Her eyes glazed a little, but then she focused on me; she spoke of her brothers; she said they were too young for school.
"How old are they?" I asked.
"Two and four," she said.
"That is too young," I said. "Who else is in your family?"
"I have two grandmothers. Elizabeth's the name of one of them, but I can't remember my other grandmother's name. They're nice to me but they don't visit much."
A few more minutes of silence, then, for a few moments back in the present, she said, "They're both dead now."
I kept hold of her hand. "They're still with you, though."
She didn't seem to comprehend me. She only repeated, "My daddy bought me this hat. I won't get sunburned in it."
"I know you won't. Your skin is so fair you wouldn't want to take that chance."
She laughed and I laughed with her.
I sati with her for a few more minutes, then hugged her and said I had to go.
"Do you really have to leave?" she asked.
"No, I can stay a little longer."
We sat in silence; she noticed lights reflecting from the windows. She sat and gazed at me.
I asked her what she was thinking and she said, "My daddy bought me this hat."
"Your father's a good man. He must care a lot about you to buy you such pretty things," I said.
"He is," she said. "I think he'll come visit soon."
"Well, until he does, you have the hat to remind you of him," i said.
Finally, I released her hand, gently, and got up to leave.
"I'll come back tomorrow or the next day and we can talk some more," I said. "If you wouldn't mind talking to me."
"Just come find me," she said, and leaned in as if to hug me. I embraced her, then kissed her gently on the cheek.
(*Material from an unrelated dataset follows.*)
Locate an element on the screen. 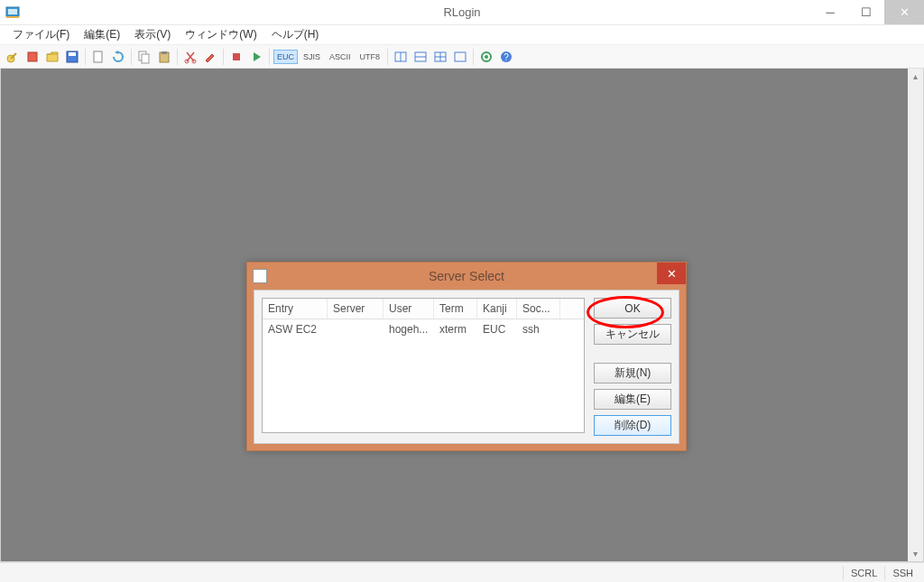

"it was good to see you. I'll see you again soon," I said, then walked away from her.
Monday, March 29, 2010
Love is not love which alters
Saturday, February 6, 2010
Sunset
The comparison is so trite now, but is it any less true? Can we still sing the same song over and over and over again and take pleasure in the hearing, in the performance, in the song? Or does the ecstasy we find in the music depend not in the times we hear it but in quality of the melody?